AMD Vega 20: end of 2018. This could well put the cat amongst the pigeons for Nvidia in the data center segment.
AMD Navi: end of 2019. Not expected to be anything more than a refined GTX 1080-class product, but if priced right could stir up the low to mid-range consumer market and make Nvidia think a little, but overall nothing to force Nvidia to accelerate their plans.
Nvidia 2050/2050 Ti/2060: middle of 2019. Let TSMC work out the kinks of their 7nm process getting all of AMD's kit going and then benefit from increasing maturity. Consider this an exercise in getting Turing's power draw down and working out their own kinks in shrinking Turing to 7nm.

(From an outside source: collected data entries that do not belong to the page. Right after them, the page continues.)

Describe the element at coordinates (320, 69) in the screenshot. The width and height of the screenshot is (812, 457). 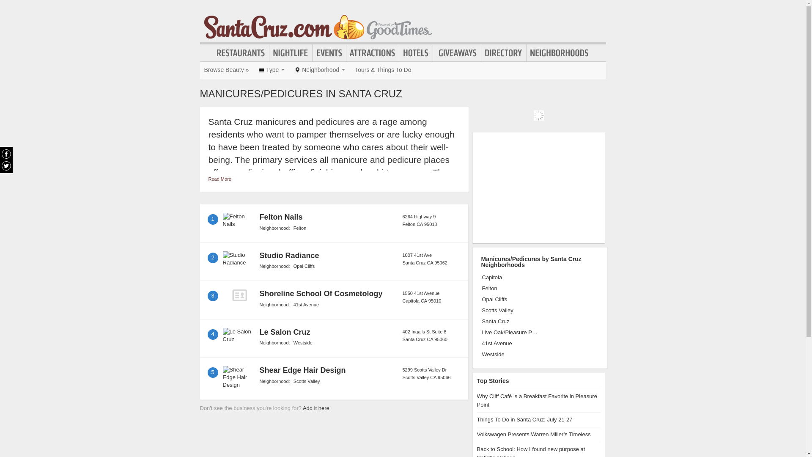
I see `Neighborhood` at that location.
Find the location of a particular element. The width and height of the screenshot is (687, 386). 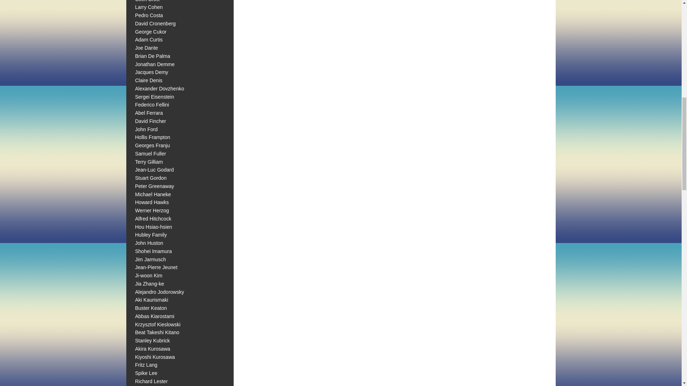

Claire Denis is located at coordinates (149, 80).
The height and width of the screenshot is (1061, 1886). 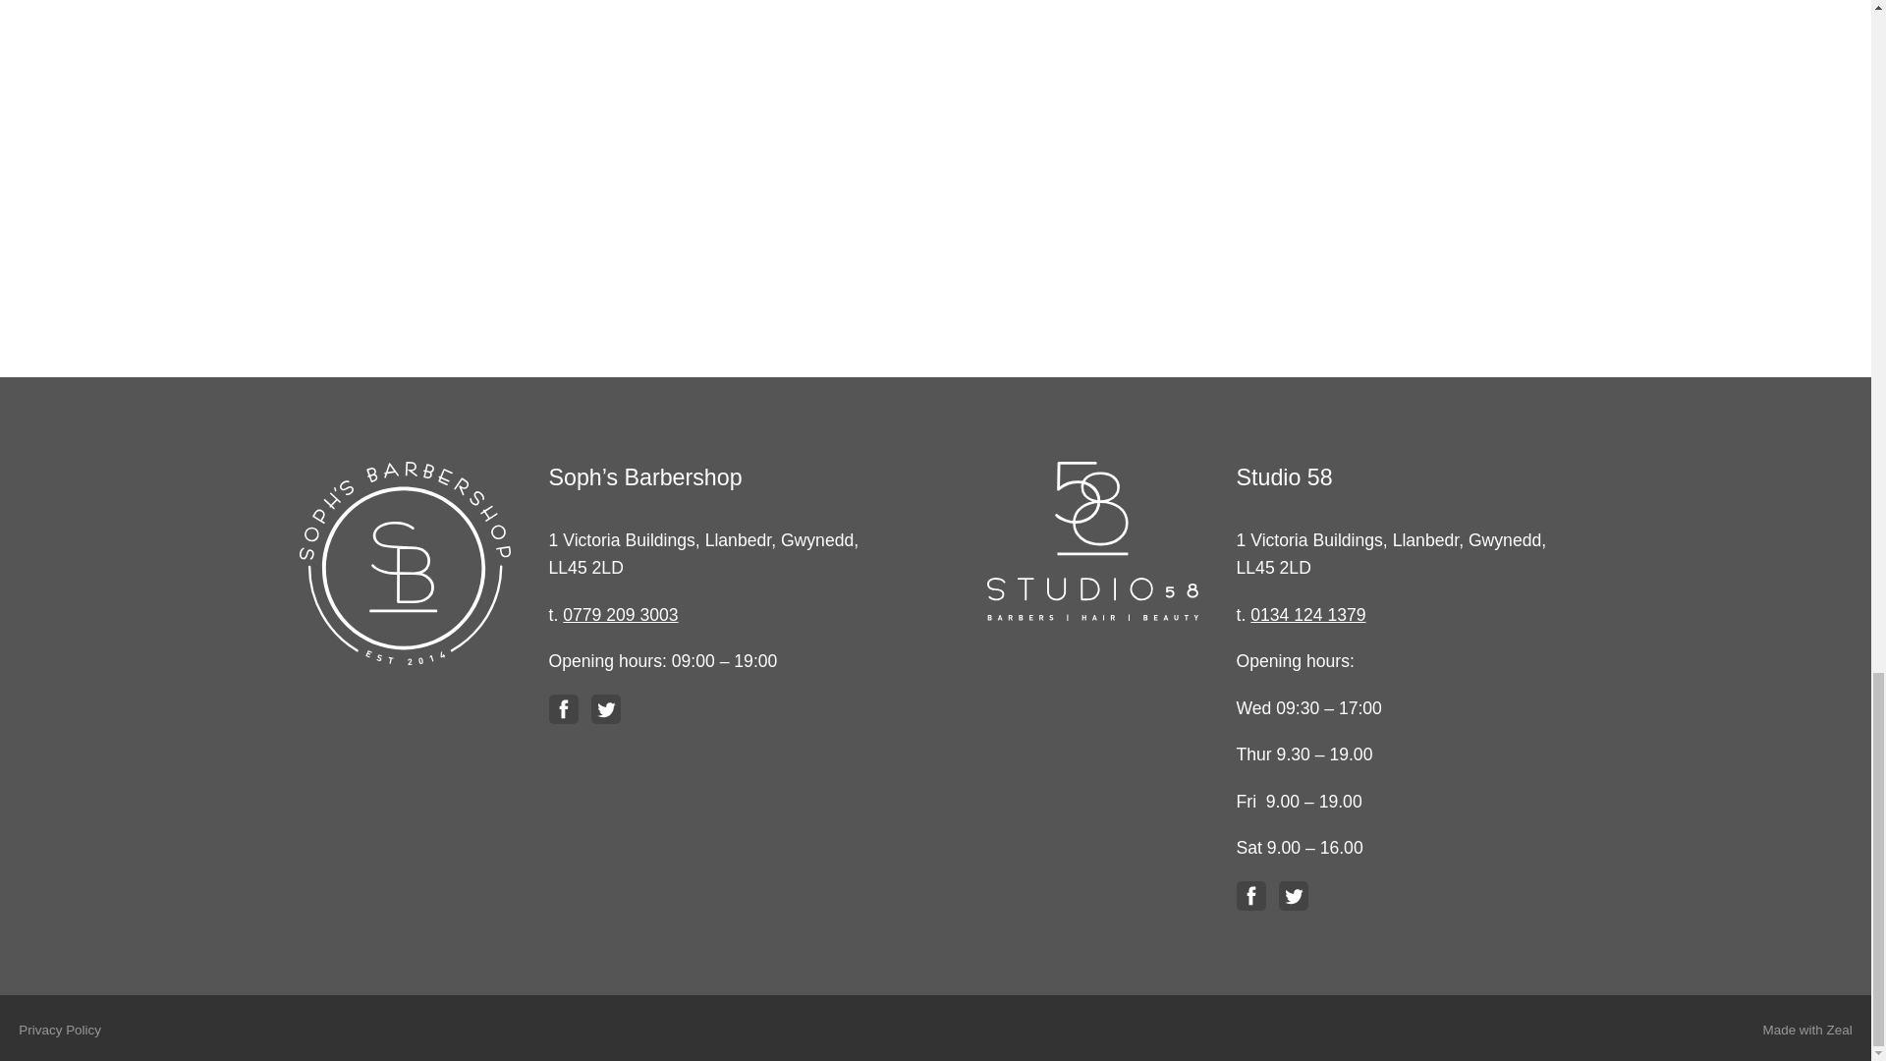 I want to click on Privacy Policy, so click(x=60, y=1029).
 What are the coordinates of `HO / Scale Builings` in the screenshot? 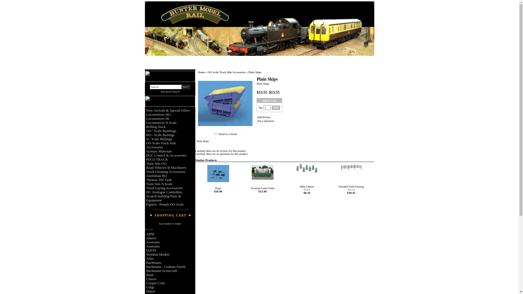 It's located at (161, 135).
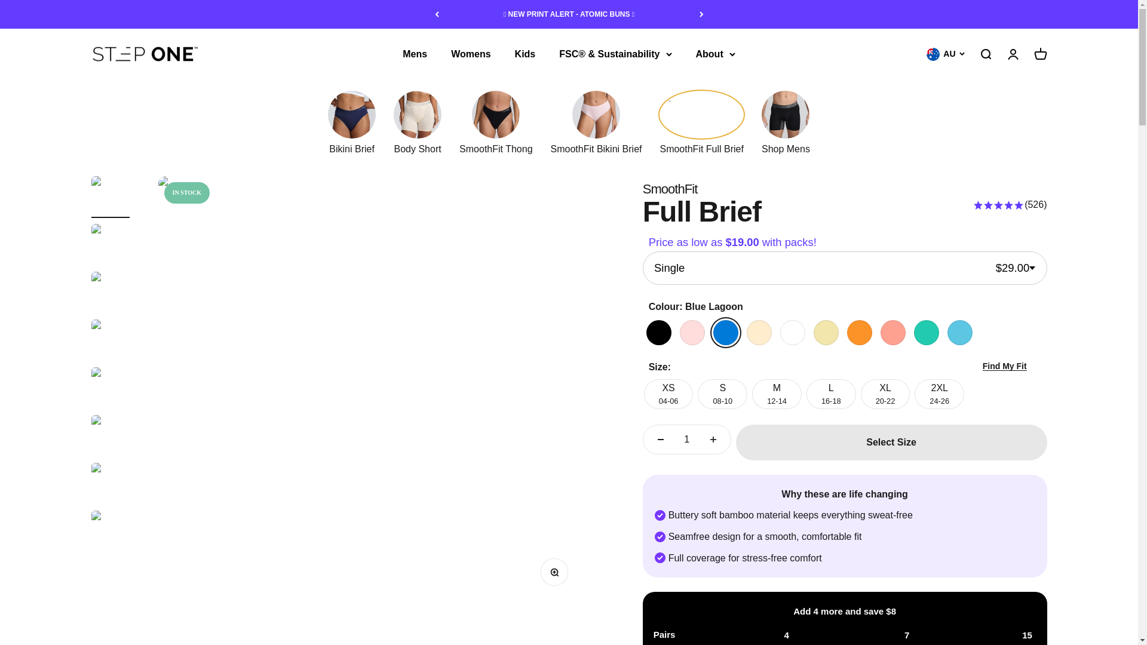  What do you see at coordinates (1012, 54) in the screenshot?
I see `Open account page` at bounding box center [1012, 54].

Could AMD shrink Vega 10 to 7nm also for a refreshed RX Vega line? Perhaps. Is that what Vega 12 is? But I doubt it'll have performance gains sufficient to worry Nvidia into changing tack.
And based on all this conjecture above, Nvidia's 2020 plans will hinge entirely on AMD's Navi. If the 7nm 2050/2050 Ti/2060 experiment goes well, we could see the big RTX Titan on 7nm towards the end of 2019 just to overshadow Navi's launch. We may also get a big data center card to take it to Vega Instinct if does live up to speculation. Otherwise a full 7nm Turing refresh will only come out in 2020 if Navi shows any signs of competition at the upper end of the consumer segment; if Navi offers no competition, 7nm may well wait until Turing's successor.